Cisco adds another $1 billion to the pot as it launches its Intercloud Fabric and announces new partners, including distributors, for its cloud strategy.
Cisco has marked the launch of its Intercloud Fabric product with the introduction of a new group of Intercloud partners, and an additional $1 billion in financing available to partners and customers looking to build infrastructure based on Cisco’s cloud of clouds vision.
With the public launch of the company’s Intercloud Fabric product, it has made available the “secret sauce” in its strategy, which centres on making it as easy to move an application from one cloud to another – be it private-to-private, private-to-public, or public-to-private – as it is today to move data or information on a LAN. Of course, such ease was not always the case on the local area network. Edison Peres, senior vice president of cloud and managed services at Cisco, points out that before the network consolidated everything on IP, a bunch of incompatible protocols meant vendor lock in and a lack of flexibility.
Cisco contends those same challenges are the long-term limiting reagents of the public cloud market, and that the response needs to be the same as it was on the LAN problem – there needs to be a standardized way to move workloads to and between clouds, as customer needs demand.
“We believe the world is going to be hybrid,” Peres said. “And to make that work, you need to be able to move workload to any cloud and move it back and forth at will.”
The launch of Intercloud Fabric, available in Enterprise and Service Provider editions, will provide a major boost to the cloud market in Canada because it allows the flexibility to run different workloads of different sensitivity in different locations, said David De Abreu, channel chief of Cisco Canada. And the partner-centric IaaS and PaaS plays at Cisco mean local partners will be able to easily ramp up in-country clouds for their customers and to reach a broader Canadian business audience.
Data sovereignty has long been an issue in the move to the cloud here in Canada, and De Abreu posits that’s likely to remain the case, particularly as government gets more involved in forcing the issue through legislation in the wake of high-profile hacks and other attacks that have compromised customer data.
The Intercloud strategy, rolled out in March at Cisco’s Worldwide Partner Conference in Las Vegas, has been picked up by Canadian partners, De Abreu said, with notable names including homegrown solution providers Long View Systems, OnX, and CGI signed up, along with global partners like Dimension Data with Canadian presence.
“We’re seeing momentum growing and we’re expecting a wave of participation,” De Abreu said.
And it could be accelerated by the addition of some familiar names from the distribution realm. The company has introduced Ingram Micro, Tech Data, and Westcon’s Comstor as its first three Intercloud distributors, and Peres said their ability to bring multiple services from multiple vendors together and package it into a single bill will prove valuable in making Intercloud-powered services available to a wider swath of the channel.

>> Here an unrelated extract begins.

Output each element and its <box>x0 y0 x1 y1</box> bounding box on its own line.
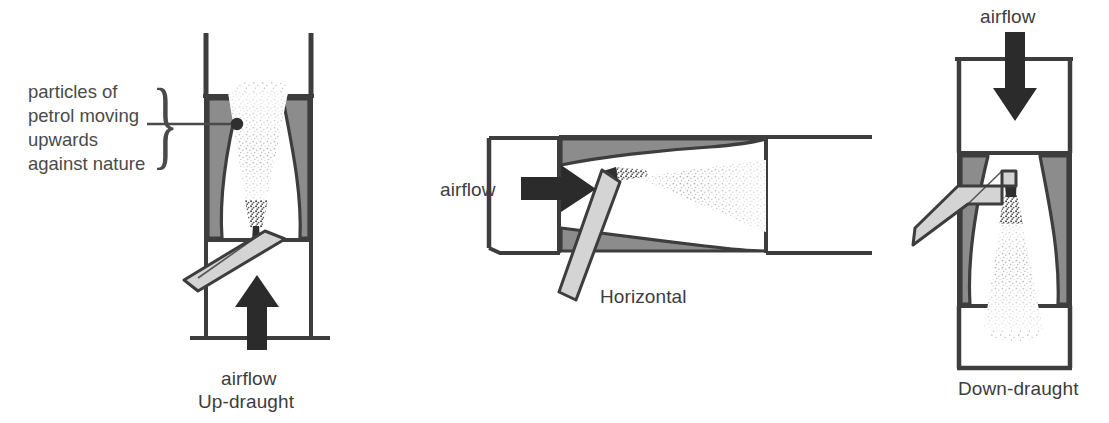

“We see them taking Cisco assets, and Cisco-powered assets, and bundling them together,” Peres said. “That will be very important in Internet of Everything applications as everything becomes verticalized.”
Peres said Cisco has been actively courting solution providers to act as resellers of Intercloud products and services both from Cisco and from its Intercloud partners, but for partners to be successful, they have to really build out their own professional services around the whole hybrid IT concept.
“The channel is an area we need to work with not only on reselling, but also moving their business model to one that works in a hybrid environment,” Peres said. “We’re still in 101 territory with the channel at large. But it’s time to accelerate to the next level.”
The rewards are there, because while hybrid IT has great promise, it also brings with it considerable rewards. It all comes back to the old channel truism: “Where there’s mystery, there’s margin.”
There are some signs of movement in that regard. Peres reports a 450 per cent increase in VIP benefits offered partners for selling cloud services. Cisco offers rebates through VIP for both selling Cisco’s own cloud offerings and those run on Cisco Powered clouds. The networking giant is also changing its channel programs to lead partners in what it feels is the right direction. Going forward, Gold partners and above will have to show that they are “actively selling cloud services” to qualify for the top levels of Cisco’s partner program.
In its March announcement, Cisco announced an investment of $1 billion into building out the Intercloud with partners, and this week, it doubled that number, throwing in an additional $1 billion through Cisco Capital to support cloud builders, both customers and partners.
Partners will be able to access that additional funding directly to either build out their own Cisco-powered cloud infrastructure, or through their customers to support those customers’ cloud building, Peres said.